Publications
Mutual homeostasis of charged proteins
Abstract
Protein dosage is regulated to maintain cellular homeostasis and health. The dosage of proteins containing disordered low complexity domains (LCDs) must be particularly well-controlled to prevent aberrant disease, yet no mechanism to maintain homeostasis has been identified1, 2. Here we report a mutual homeostatic mechanism that controls the concentration of such proteins, termed ’interstasis’, in which proteins with similar LCDs co-regulate their combined dosage through collective negative feedback. We focused on the mechanism that exploits the fundamental multivalency of GA-rich RNA regions that encode charged LCDs, including those with arginine-enriched mixed charge domains (R-MCDs). Modest variations in the abundance of an R-MCD protein change the properties of nuclear speckles, a protein-RNA condensate, selectively trapping multivalent GA-rich mRNAs to promote their nuclear retention. This interstasis depends on conserved codon biases, shared by amniotes, which enhance the multivalency of GA-rich regions encoding charged LCDs. The threshold of interstasis is modulated by CLK kinases, which affect the nuclear speckle localisation of proteins such as TRA2B, key binder of GA-rich RNAs. Notably, many classes of LCDs are encoded by RNA regions containing multivalency-enhancing codon biases, each preferentially bound by specific proteins, suggesting that interstasis might co-regulate many classes of functionally related LCD-containing proteins through dose-sensitivity of various types of protein-RNA condensates.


What is required: Below is a listing; write it out exactly and drop any images from it.

Excerpted records:
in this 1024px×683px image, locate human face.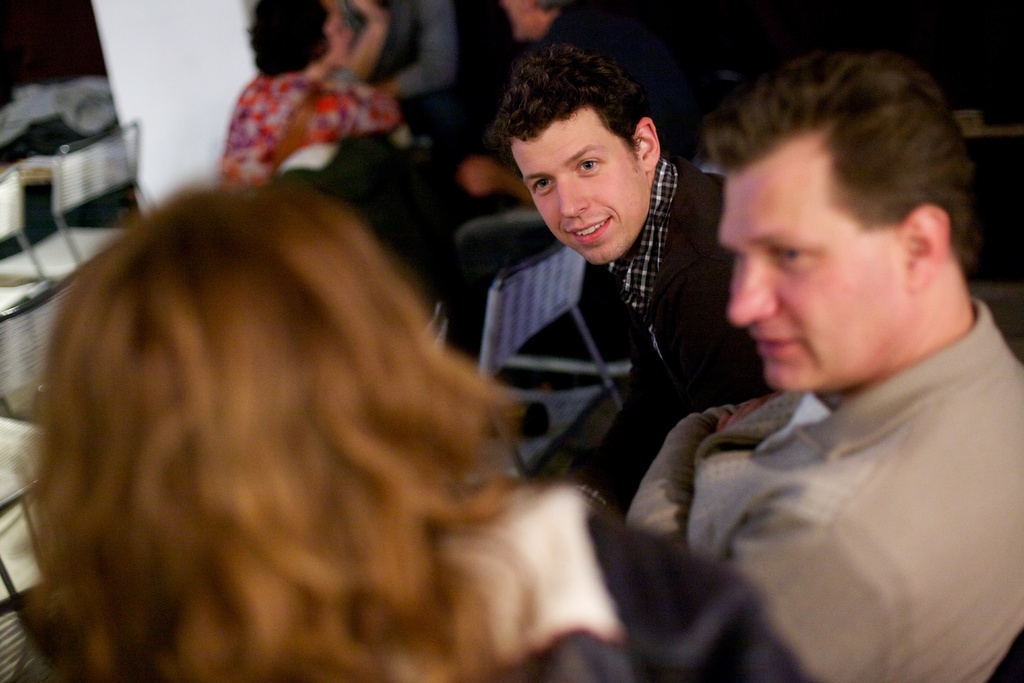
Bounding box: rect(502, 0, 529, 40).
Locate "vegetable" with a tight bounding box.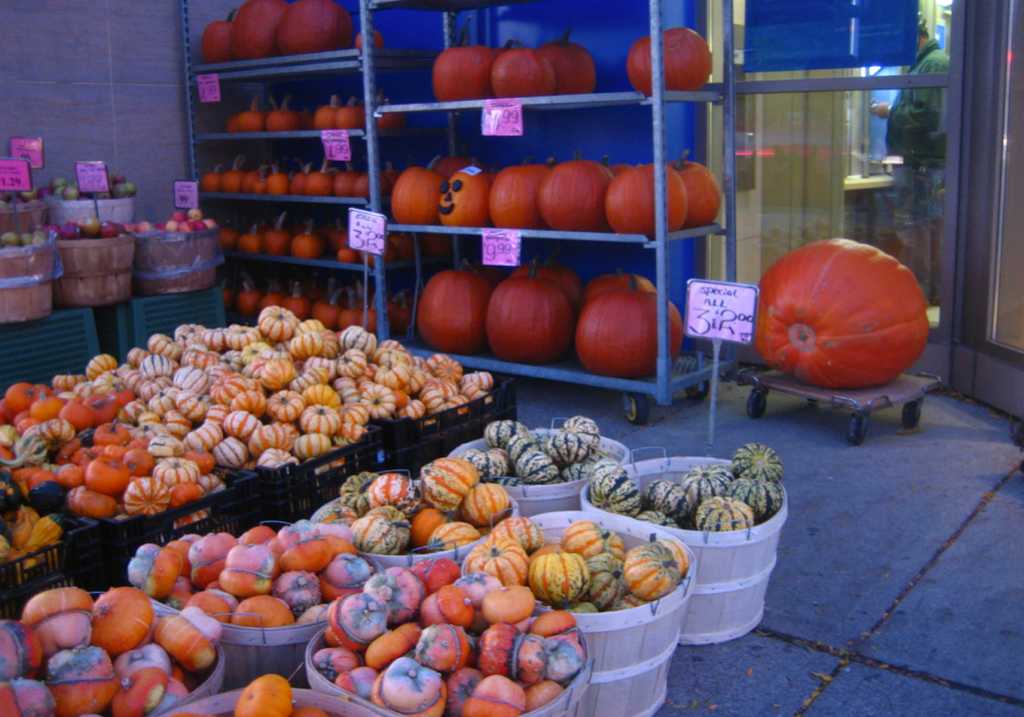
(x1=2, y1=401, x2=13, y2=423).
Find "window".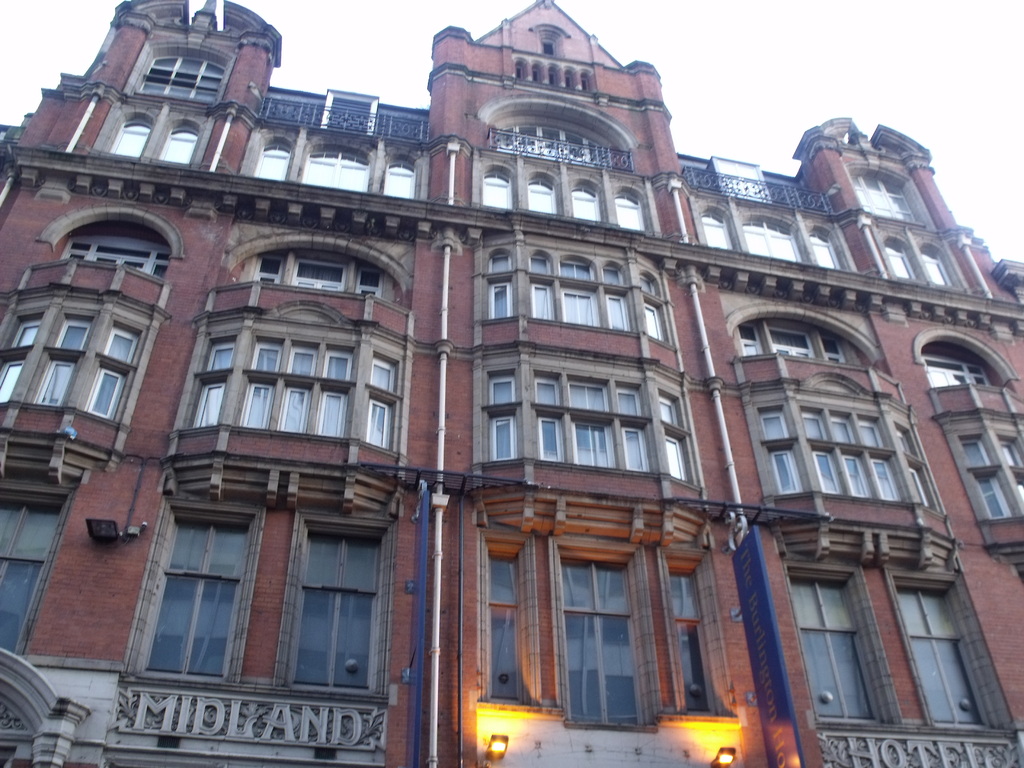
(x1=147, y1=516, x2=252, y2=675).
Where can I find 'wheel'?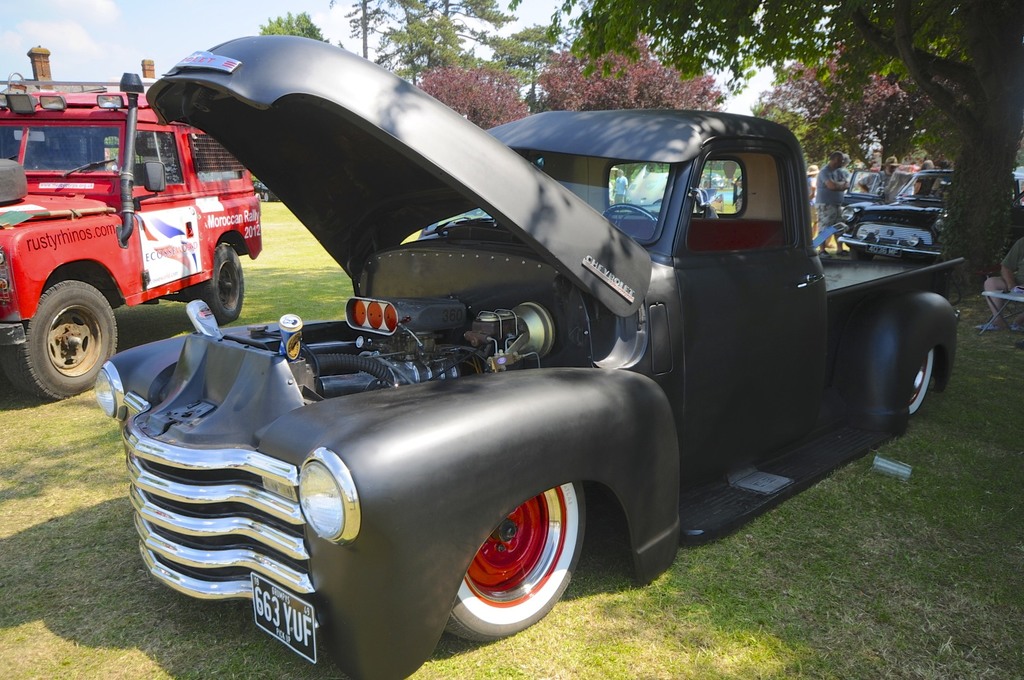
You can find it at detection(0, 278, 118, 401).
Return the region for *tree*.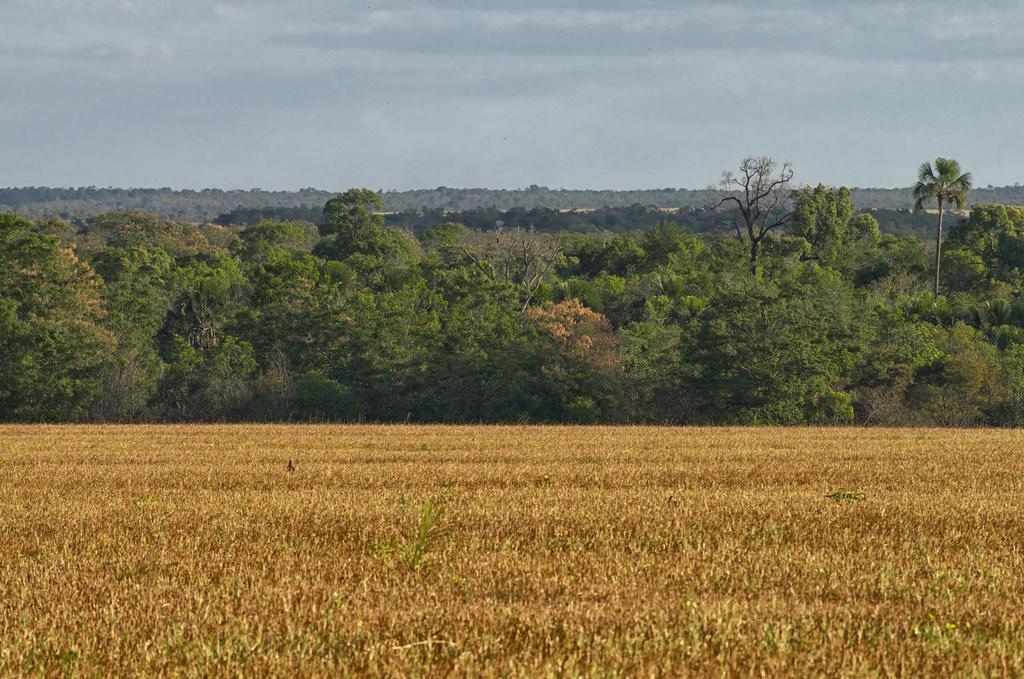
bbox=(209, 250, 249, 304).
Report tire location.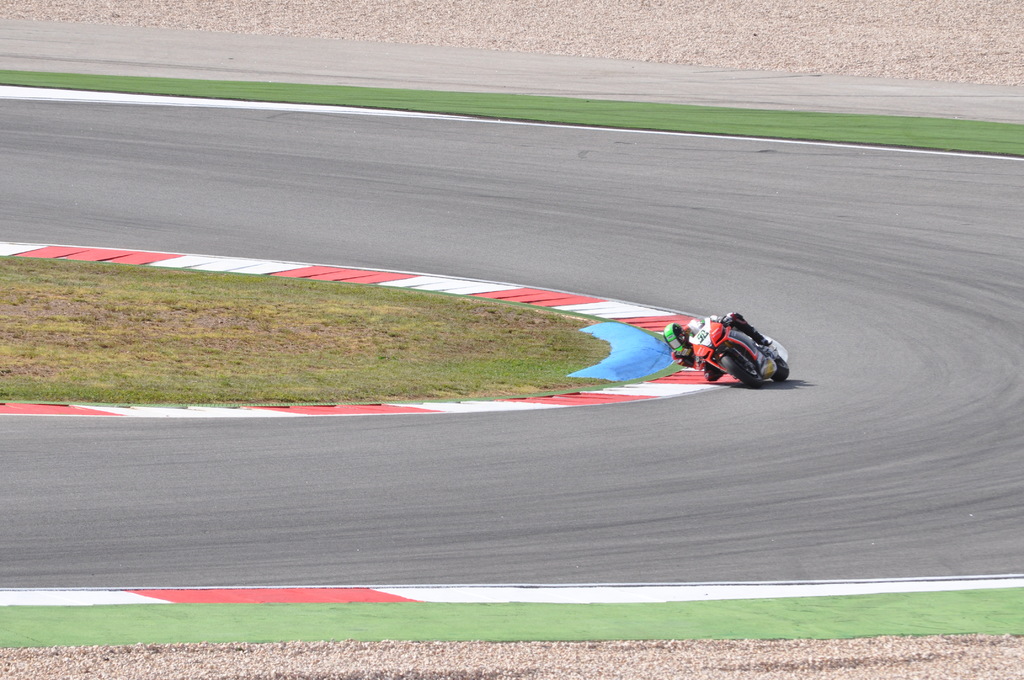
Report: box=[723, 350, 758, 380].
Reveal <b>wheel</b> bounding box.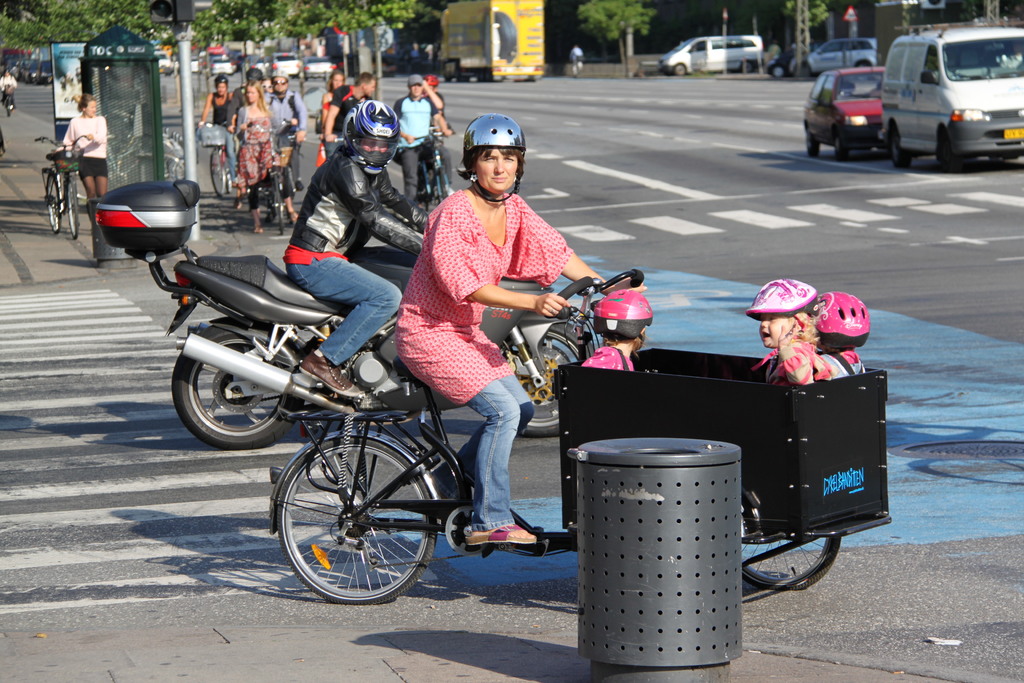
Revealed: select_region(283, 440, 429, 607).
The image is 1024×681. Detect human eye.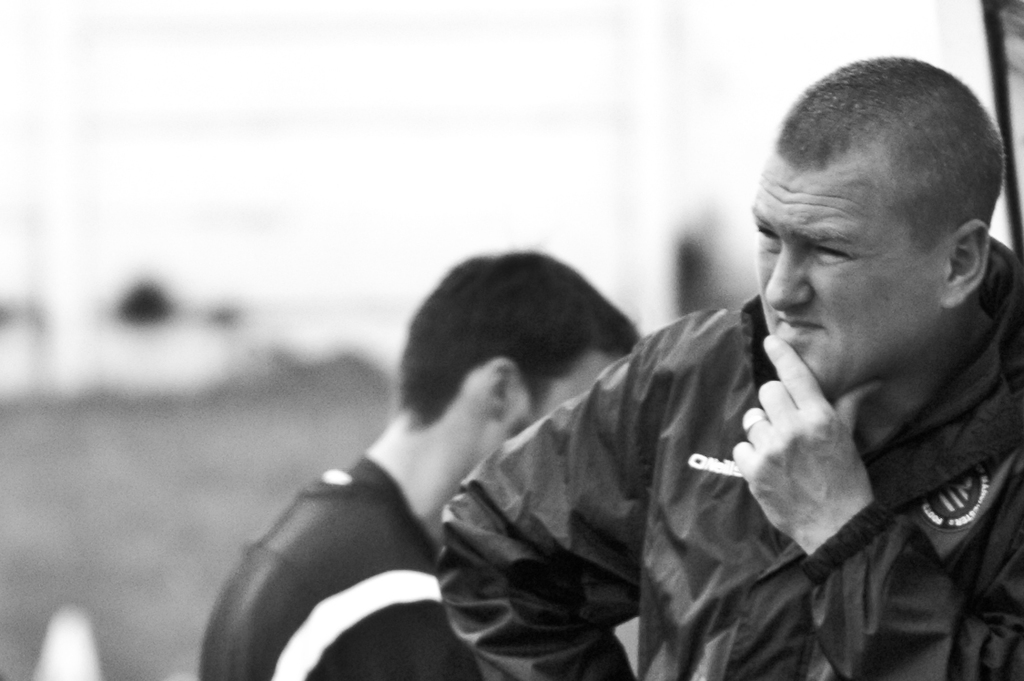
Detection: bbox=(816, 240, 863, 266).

Written answer:
in this 1024px×683px image, locate human face.
Bounding box: rect(502, 0, 529, 40).
Locate "vegetable" with a tight bounding box.
(x1=2, y1=401, x2=13, y2=423).
Find "window".
(x1=147, y1=516, x2=252, y2=675).
Where can I find 'wheel'?
You can find it at detection(0, 278, 118, 401).
Return the region for *tree*.
bbox=(209, 250, 249, 304).
Report tire location.
Report: box=[723, 350, 758, 380].
Reveal <b>wheel</b> bounding box.
Revealed: select_region(283, 440, 429, 607).
The image is 1024×681. Detect human eye.
Detection: bbox=(816, 240, 863, 266).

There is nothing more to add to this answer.